Intelligent control over what one posts to Facebook does not constitute "pretending to be happier than you are" or, as the author elsewhere claims, "creating a false life." I think we all display, to some extent, different aspects of ourselves based on the venue - which has been discussed on Hubski, and not long ago. If one is aware that one is filtering one's own posts (sorry, too many "one"s) then how can one not be aware of the fact that everyone else, surely, is doing so as well? It does not take "extraordinary self-awareness." It takes common sense to expect that others exhibit the same behavior you exhibit, and not being aware that you post selectively to Facebook probably means...that you don't. Also, I completely disagree with the idea that presenting a partial portrait of one's life constitutes a "fake life." No one will ever fully (or is that, "truthfully"?) experience your life. With this in mind the author would condemn all partial representations of one's life, that is to say ALL representations of one's life, as false, when really it is impossible to accurately portray one's life down to the letter to another person.

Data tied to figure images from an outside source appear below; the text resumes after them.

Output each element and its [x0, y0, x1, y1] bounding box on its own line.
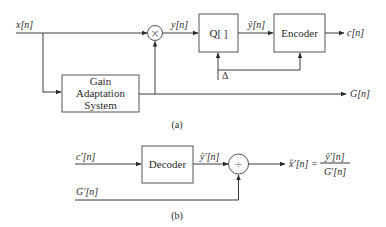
decoder-output-label: ŷ′[n]: [199, 151, 220, 162]
step-size-label: Δ: [222, 70, 229, 81]
gain-input-label: G′[n]: [76, 186, 98, 197]
quantizer-output-label: ŷ[n]: [247, 19, 265, 30]
multiply-icon: ×: [151, 28, 159, 39]
output-numerator: ŷ′[n]: [324, 151, 345, 162]
decoder-label: Decoder: [149, 158, 187, 170]
encoder-output-label: c[n]: [347, 27, 364, 38]
gain-box-line-3: System: [84, 99, 117, 111]
diagram-a: x[n] × y[n] Q[ ] ŷ[n] Encoder c[n] Δ Gai…: [15, 14, 370, 131]
branch-to-gain-line: [43, 33, 61, 92]
encoder-label: Encoder: [281, 27, 318, 39]
gain-box-line-2: Adaptation: [76, 87, 125, 99]
decoder-input-label: c′[n]: [76, 151, 96, 162]
gain-box-line-1: Gain: [90, 75, 112, 87]
quantizer-label: Q[ ]: [209, 27, 227, 39]
block-diagram: x[n] × y[n] Q[ ] ŷ[n] Encoder c[n] Δ Gai…: [0, 0, 386, 227]
output-lhs-label: x̂′[n] =: [288, 158, 318, 169]
input-label-x: x[n]: [15, 19, 33, 30]
diagram-b: c′[n] Decoder ŷ′[n] ÷ G′[n] x̂′[n] = ŷ′[…: [75, 146, 350, 222]
caption-b: (b): [171, 210, 183, 222]
step-to-encoder-line: [218, 53, 300, 70]
mult-output-label: y[n]: [170, 19, 188, 30]
divide-icon: ÷: [234, 159, 242, 170]
gain-output-label: G[n]: [350, 88, 370, 99]
output-denominator: G′[n]: [324, 166, 346, 177]
caption-a: (a): [171, 119, 182, 131]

    And notwithstanding the moral implications, the same principle should work for us.

(This is from his paragraph about roosters and sex.) Here the author implies that to be sexually non-monogamous is to be non-moral. I have severe problems with that and would now like the author to state his morals and what he feels morality is before he proceed further. Of course, the author having long written this piece and departed, does not do this. However, he does seem to simply state and believe that monogamy and "less sex" or "more sex with less people" is somehow morally preferable to more sex with more people. Bull.

    Across men and women alike, the data show that the optimal number of partners is one.

I would be very interested to see if lesbians have been studied in relation to this statistic. Lesbian bed death is a documented phenomenon. It's also been posited that women are more likely to enjoy varied partners over time. Lesbian bed death occurs when two lesbians are together for a sustained period of time and find that they no longer pursue each other sexually or sex dies up in the relationship. Yes, sex isn't all a relationship is about, but romantic relationships are also certainly about sexual fulfillment. If you have a long term partner you're not having sex with, odds are high you aren't sexually fulfilled.

    Love people, use things.

    Easier said than done, I realize. It requires the courage to repudiate pride and the strength to love others — family, friends, colleagues, acquaintances, God and even strangers and enemies. Only deny love to things that actually are objects.

The author had made an argument that one should not love things. The author has not made an effective argument that this, therefore, is the solution, other than the fact that this approach is not the approach that the author just broke down and demonstrated as ineffective.

In short, while I don't disagree with the article, I don't think it makes an effective argument towards what it supports.